Meta will now allow US government agencies and contractors to use its open source Llama AI model for “national security applications”. In an announcement Mondaythe company said it was working with Amazon, Microsoft, IBM, Lockheed Martin, Oracle and others to make Llama available to the government.
Below Meta’s “Acceptable Use Policy” people cannot use the latest Llama 3 model for “military, war, nuclear industries or applications, espionage”. However, as Meta explains, this update opens the door for the US military to use Llama to do things like “streamline complicated logistics and planning, track terrorist financing, or strengthen our cyber defenses.”
Meta says Oracle has already started relying on Llama to “summarize” maintenance documents to help aircraft technicians perform repairs, while Lockheed Martin uses the model to generate code and analyze data. The company hinted that it would make its AI model available to the government during the third quarter earnings conference call.
Last week, a report of Reuters revealed that Chinese researchers used Meta’s Llama 2 model to build an AI system for the country’s military. At the time, a Meta spokesperson said Reuters that “the alleged role of a single, outdated version of an open source American model is irrelevant when we know that China is already investing more than a trillion dollars to surpass the United States in AI” .
In his article, Meta outlined the importance of the United States getting ahead of the AI race, saying it is “in the best interests of America and the broader democratic world that American open source models excel and succeed compared to models from China and elsewhere.” Other AI companies are also getting involved with the military, with a report of The interception revealing that US Africa Command purchased cloud computing services from Microsoft, providing access to OpenAI tools. Google DeepMind also has a cloud computing contract with the Israeli government.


**REQUIRED WORK:** Exclude the pictures and reproduce the remaining data exactly as written.

**AVAILABLE DATA:**
┌──

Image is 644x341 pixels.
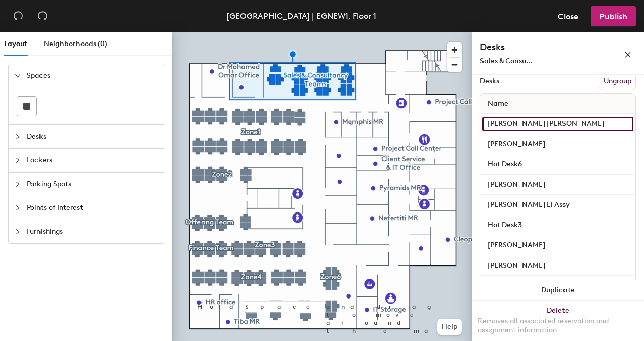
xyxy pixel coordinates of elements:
span: Sales & Consu... [480,57,532,65]
span: Close [558,11,578,22]
span: Publish [599,11,628,22]
input: Unnamed desk [482,218,634,232]
input: Unnamed desk [482,117,634,131]
input: Unnamed desk [482,259,634,273]
span: collapsed [15,228,21,235]
div: [GEOGRAPHIC_DATA] | EGNEW1, Floor 1 [226,10,377,23]
span: collapsed [15,181,21,187]
div: Removes all associated reservation and assignment information [478,317,638,335]
span: collapsed [15,133,21,139]
button: Publish [591,6,636,26]
span: Parking Spots [27,172,158,196]
span: Furnishings [27,220,158,243]
span: Desks [27,125,158,148]
span: Points of Interest [27,196,158,220]
div: Desks [480,77,499,86]
button: Undo (⌘ + Z) [8,6,29,26]
span: undo [13,10,23,21]
button: Close [550,6,587,26]
span: collapsed [15,158,21,164]
span: Lockers [27,149,158,172]
span: close [624,51,631,58]
button: Ungroup [599,73,636,90]
span: expanded [15,73,21,79]
button: Duplicate [472,280,644,300]
span: collapsed [15,205,21,211]
input: Unnamed desk [482,137,634,151]
input: Unnamed desk [482,279,634,293]
input: Unnamed desk [482,238,634,253]
input: Unnamed desk [482,198,634,212]
span: Neighborhoods (0) [43,40,107,48]
button: Redo (⌘ + ⇧ + Z) [32,6,53,26]
span: Layout [4,40,28,48]
input: Unnamed desk [482,177,634,192]
span: Name [482,94,513,113]
h4: Desks [480,41,591,54]
span: Spaces [27,64,158,87]
button: Help [437,318,461,335]
input: Unnamed desk [482,158,634,171]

└──

**RESPONSE BELOW:**
Image is 644x341 pixels.
xyxy pixel coordinates of elements:
span: Sales & Consu... [480,57,532,65]
span: Close [558,11,578,22]
span: Publish [599,11,628,22]
input: Unnamed desk [482,218,634,232]
input: Unnamed desk [482,117,634,131]
input: Unnamed desk [482,259,634,273]
span: collapsed [15,228,21,235]
div: [GEOGRAPHIC_DATA] | EGNEW1, Floor 1 [226,10,377,23]
span: collapsed [15,181,21,187]
div: Removes all associated reservation and assignment information [478,317,638,335]
span: collapsed [15,133,21,139]
button: Publish [591,6,636,26]
span: Parking Spots [27,172,158,196]
span: Furnishings [27,220,158,243]
span: Desks [27,125,158,148]
span: Points of Interest [27,196,158,220]
div: Desks [480,77,499,86]
button: Undo (⌘ + Z) [8,6,29,26]
span: undo [13,10,23,21]
button: Close [550,6,587,26]
span: collapsed [15,158,21,164]
span: Lockers [27,149,158,172]
span: close [624,51,631,58]
button: Ungroup [599,73,636,90]
span: expanded [15,73,21,79]
button: Duplicate [472,280,644,300]
span: collapsed [15,205,21,211]
input: Unnamed desk [482,137,634,151]
input: Unnamed desk [482,279,634,293]
input: Unnamed desk [482,238,634,253]
input: Unnamed desk [482,198,634,212]
span: Neighborhoods (0) [43,40,107,48]
button: Redo (⌘ + ⇧ + Z) [32,6,53,26]
span: Layout [4,40,28,48]
input: Unnamed desk [482,177,634,192]
span: Name [482,94,513,113]
h4: Desks [480,41,591,54]
span: Spaces [27,64,158,87]
button: Help [437,318,461,335]
input: Unnamed desk [482,158,634,171]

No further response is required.